#### [Data section]
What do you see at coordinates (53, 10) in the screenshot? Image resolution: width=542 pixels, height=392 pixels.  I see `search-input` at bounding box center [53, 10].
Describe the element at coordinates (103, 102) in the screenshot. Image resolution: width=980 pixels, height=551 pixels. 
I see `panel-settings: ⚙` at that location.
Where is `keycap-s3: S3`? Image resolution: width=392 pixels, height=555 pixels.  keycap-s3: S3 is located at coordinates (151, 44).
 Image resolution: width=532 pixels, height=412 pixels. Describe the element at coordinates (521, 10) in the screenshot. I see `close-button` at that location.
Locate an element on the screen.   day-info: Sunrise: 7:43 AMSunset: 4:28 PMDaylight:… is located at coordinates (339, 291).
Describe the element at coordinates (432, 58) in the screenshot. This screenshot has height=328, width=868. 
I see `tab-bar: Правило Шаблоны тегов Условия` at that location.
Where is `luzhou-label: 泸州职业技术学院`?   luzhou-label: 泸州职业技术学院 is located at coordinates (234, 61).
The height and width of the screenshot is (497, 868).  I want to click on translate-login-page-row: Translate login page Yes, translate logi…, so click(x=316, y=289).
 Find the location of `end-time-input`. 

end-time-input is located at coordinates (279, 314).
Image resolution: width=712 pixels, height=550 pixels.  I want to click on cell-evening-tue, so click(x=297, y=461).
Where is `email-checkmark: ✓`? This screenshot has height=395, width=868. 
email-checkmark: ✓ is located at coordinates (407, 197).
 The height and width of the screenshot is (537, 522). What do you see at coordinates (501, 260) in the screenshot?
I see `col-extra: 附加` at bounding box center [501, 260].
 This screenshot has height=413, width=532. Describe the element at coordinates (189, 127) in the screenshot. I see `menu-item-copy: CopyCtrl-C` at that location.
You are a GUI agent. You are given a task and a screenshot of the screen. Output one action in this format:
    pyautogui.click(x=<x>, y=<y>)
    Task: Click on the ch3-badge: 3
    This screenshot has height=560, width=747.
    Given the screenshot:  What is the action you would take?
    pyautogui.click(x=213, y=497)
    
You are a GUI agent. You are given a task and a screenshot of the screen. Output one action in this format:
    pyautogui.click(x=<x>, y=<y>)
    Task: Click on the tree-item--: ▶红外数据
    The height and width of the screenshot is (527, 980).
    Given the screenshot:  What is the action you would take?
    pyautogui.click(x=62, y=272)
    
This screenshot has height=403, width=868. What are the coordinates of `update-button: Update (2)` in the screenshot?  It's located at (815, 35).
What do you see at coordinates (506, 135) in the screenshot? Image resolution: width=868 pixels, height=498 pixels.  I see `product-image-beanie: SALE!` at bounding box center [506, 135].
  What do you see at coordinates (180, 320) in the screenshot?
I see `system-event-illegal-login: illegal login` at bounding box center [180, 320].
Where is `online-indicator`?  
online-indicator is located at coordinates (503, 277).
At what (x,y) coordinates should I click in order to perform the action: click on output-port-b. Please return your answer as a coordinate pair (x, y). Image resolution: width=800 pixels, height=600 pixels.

#### [Work instructions]
No line may be left out; the records are to be transcribed in full.

#### [Written answer]
What do you see at coordinates (53, 10) in the screenshot? Image resolution: width=542 pixels, height=392 pixels.  I see `search-input` at bounding box center [53, 10].
Describe the element at coordinates (103, 102) in the screenshot. Image resolution: width=980 pixels, height=551 pixels. 
I see `panel-settings: ⚙` at that location.
Where is `keycap-s3: S3`? Image resolution: width=392 pixels, height=555 pixels.  keycap-s3: S3 is located at coordinates (151, 44).
 Image resolution: width=532 pixels, height=412 pixels. Describe the element at coordinates (521, 10) in the screenshot. I see `close-button` at that location.
Locate an element on the screen.   day-info: Sunrise: 7:43 AMSunset: 4:28 PMDaylight:… is located at coordinates (339, 291).
Describe the element at coordinates (432, 58) in the screenshot. This screenshot has height=328, width=868. 
I see `tab-bar: Правило Шаблоны тегов Условия` at that location.
Where is `luzhou-label: 泸州职业技术学院`?   luzhou-label: 泸州职业技术学院 is located at coordinates (234, 61).
The height and width of the screenshot is (497, 868).  I want to click on translate-login-page-row: Translate login page Yes, translate logi…, so click(x=316, y=289).
 Find the location of `end-time-input`. 

end-time-input is located at coordinates (279, 314).
Image resolution: width=712 pixels, height=550 pixels.  I want to click on cell-evening-tue, so click(x=297, y=461).
Where is `email-checkmark: ✓`? This screenshot has height=395, width=868. 
email-checkmark: ✓ is located at coordinates (407, 197).
 The height and width of the screenshot is (537, 522). What do you see at coordinates (501, 260) in the screenshot?
I see `col-extra: 附加` at bounding box center [501, 260].
 This screenshot has height=413, width=532. Describe the element at coordinates (189, 127) in the screenshot. I see `menu-item-copy: CopyCtrl-C` at that location.
You are a GUI agent. You are given a task and a screenshot of the screen. Output one action in this format:
    pyautogui.click(x=<x>, y=<y>)
    Task: Click on the ch3-badge: 3
    This screenshot has height=560, width=747.
    Given the screenshot:  What is the action you would take?
    pyautogui.click(x=213, y=497)
    
You are a GUI agent. You are given a task and a screenshot of the screen. Output one action in this format:
    pyautogui.click(x=<x>, y=<y>)
    Task: Click on the tree-item--: ▶红外数据
    The height and width of the screenshot is (527, 980).
    Given the screenshot:  What is the action you would take?
    pyautogui.click(x=62, y=272)
    
This screenshot has height=403, width=868. What are the coordinates of `update-button: Update (2)` in the screenshot?  It's located at (815, 35).
What do you see at coordinates (506, 135) in the screenshot? Image resolution: width=868 pixels, height=498 pixels.  I see `product-image-beanie: SALE!` at bounding box center [506, 135].
  What do you see at coordinates (180, 320) in the screenshot?
I see `system-event-illegal-login: illegal login` at bounding box center [180, 320].
Where is `online-indicator`?  
online-indicator is located at coordinates (503, 277).
At what (x,y) coordinates should I click in order to perform the action: click on output-port-b. Please return your answer as a coordinate pair (x, y). Image resolution: width=800 pixels, height=600 pixels.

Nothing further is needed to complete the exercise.